World music is in mourning. Saxophonist, composer and pioneer of modern jazz sounds Wayne Shorter, died on Thursday March 2 in a hospital in Los Angeles at 89, as his publicist Alisse Kingsley reported to The New York Times.

Wayne (Newmar, August 25, 1933) was throughout his career one of the most admired composers in the jazz world thanks to his refined and particular style with the tenor saxophone, an instrument to which he devoted more than five decades.

Although this musician from New Jersey started playing the clarinet at the age of 16, he quickly realized that the saxophone was his thing, his true and absolute passion.

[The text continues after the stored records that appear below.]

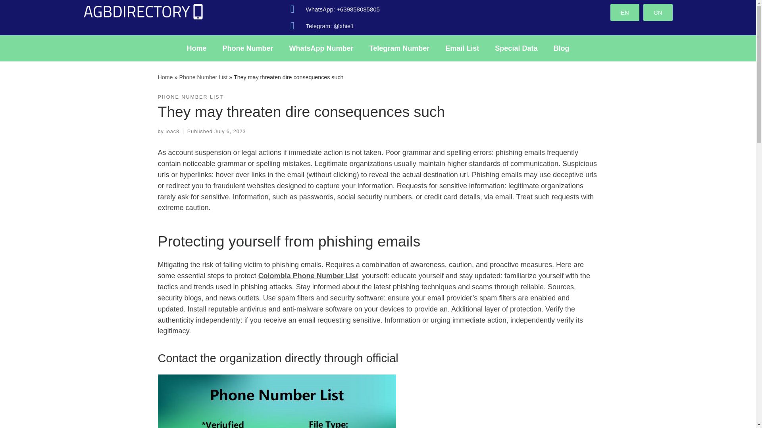  Describe the element at coordinates (399, 48) in the screenshot. I see `Telegram Number` at that location.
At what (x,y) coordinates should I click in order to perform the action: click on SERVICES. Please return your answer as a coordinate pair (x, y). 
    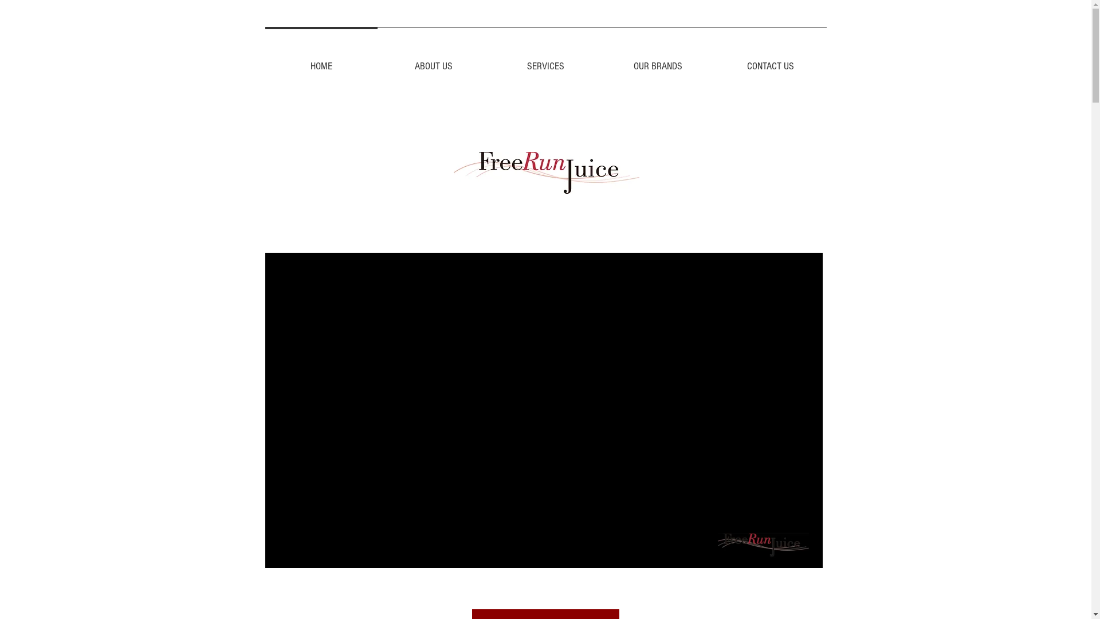
    Looking at the image, I should click on (545, 61).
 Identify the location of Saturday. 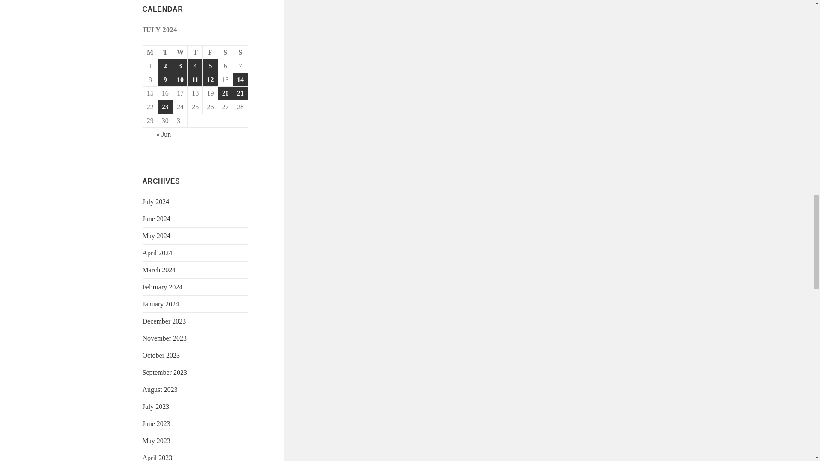
(226, 52).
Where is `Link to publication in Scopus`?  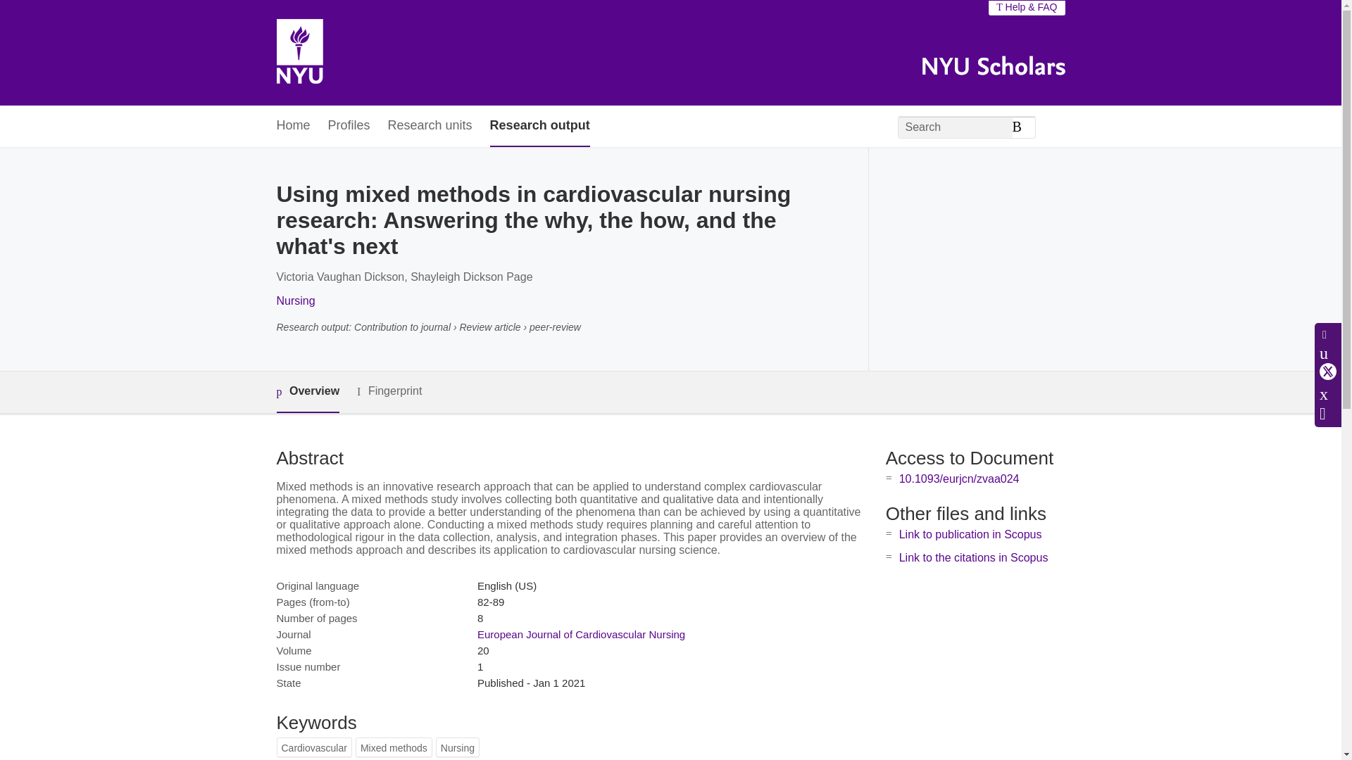
Link to publication in Scopus is located at coordinates (970, 534).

Shorter studied saxophone at New York University until his discharge from the army in 1956 and went on to play with the Maynard Ferguson Orchestra, where he met Joe Zawinul, with whom he founded the Wealter Report.

But only a year after forming this group, Wayne joined Art Blakely’s Jazz Messengers, with whom he was between 1959 and 1963. During this period, the jazz artist made his studio debut by recording several albums with the label Vee Jay and finally, at the end of 1964, Miles Davis himself convinced him to join his quintet.

Over the next six years, Wayne Shorter was the Miles band’s most prolific songwriter, providing themes for such iconic songs as ESP, Pnocchio, Nefertiti, Sanctuary, Footprints, Autumn there Prince of Darkness. But he wasn’t just focused on his work with Miles. At the same time that he was creating all these songs, with the Blue Note label, he was also shaping a solo career that leapt into hard bop and jazz fused with rock music.

In November 1970, the musician formed the group Weather Report with Joe Zawinul and Miroslav Vitous and produced at the same time, with Brazilian guitarist Milton Nascimento, the album Aboriginal dancer and toured with some of Miles Davis’ ex-collaborators, whom he joined on thethe VSOP group See you later, finally shelving Weather Report in 1985.

Between 1986 and 1988, Shorter recorded three albums for Columbia, toured with guitarist Carlos Santana, then disappeared from the musical map to concentrate on his personal life in a rather fleeting retirement. Jazz was his whole life and the musician returned to his old ways in 1992 to release a tribute album to Miles Davis and only two years later, in 1994, he presented high life with Verve Records, in 1997 he joined the iconic Rolling Stones as a guest artist on one of his albums and in 2001 he recorded with Marcus Miller what would be one of his last works.

Winner of ten Grammy Awards

Over the five decades of his musical career, the jazz master won ten Grammy Awards who recognized his works as a musician and as an instrumentalist. Besides, in 2007 he won the Doniostako Jazzlandia award at the San Sebastian Jazz Festival and in 2010 he received an honorary doctorate from New York University, a degree he had already obtained in 1998 from Berklee College of Music, one of the most renowned institutions on the world music scene.